Ædiculan i Lunds domkyrkas norra transept. En undersökning av skulpturen och dess bemålning
Författare
Lars Berggren
Åbo Akademi University, Finland
Bo Ossian Lindberg
Prof. emeritus Åbo Akademi University, Finland
Nyckelord:
Lund Cathedral, Mediaeval sculpture, Mediaeval Denmark, Painted sculpture, Polychromy, Romanesque sculpture, Twelfth century, Thirteenth century, Sacral art, Aedicule, Canopy
Abstract
Many authors have considered Lund cathedral, its mediaeval history and its sculptures, sometimes at considerable length. From an iconographical point of view, however, much of the earliest phases of the building’s construction and the sculptural programme still remain obscure. Hardly any of the early mediaeval sculptures can be found today in the places for which they were initially intended, and the original context of many of them seems to be irretrievably lost. Through the centuries, countless individual artworks have been destroyed and sculpture groups dismembered, sometimes for inclusion in new constellations.
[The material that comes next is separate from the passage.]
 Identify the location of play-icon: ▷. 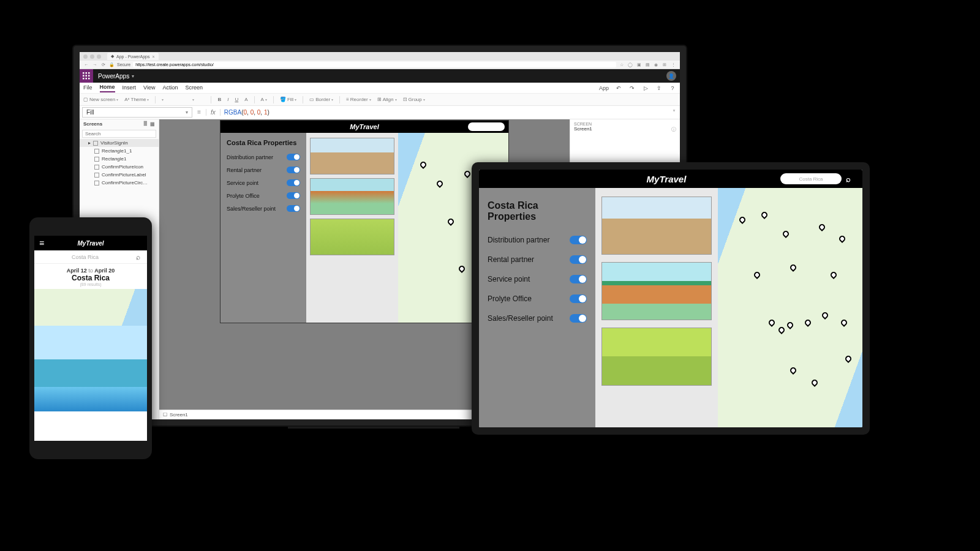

A good example of such an assortment is the aedicule in front of the northern transept’s eastern chapel. It consists of a number of elements, produced by different hands or workshops, that have at some moment in time been assembled to form the present assemblage. Various dates, chronologies and positions have been proposed for its different components, but so far none that are really convincing. This article presents the results of a study of the painted relief decorations on the canopy and the adjacent chapel – and also contains photographic documentation of its various components. The findings are compared and discussed in relation to previous research.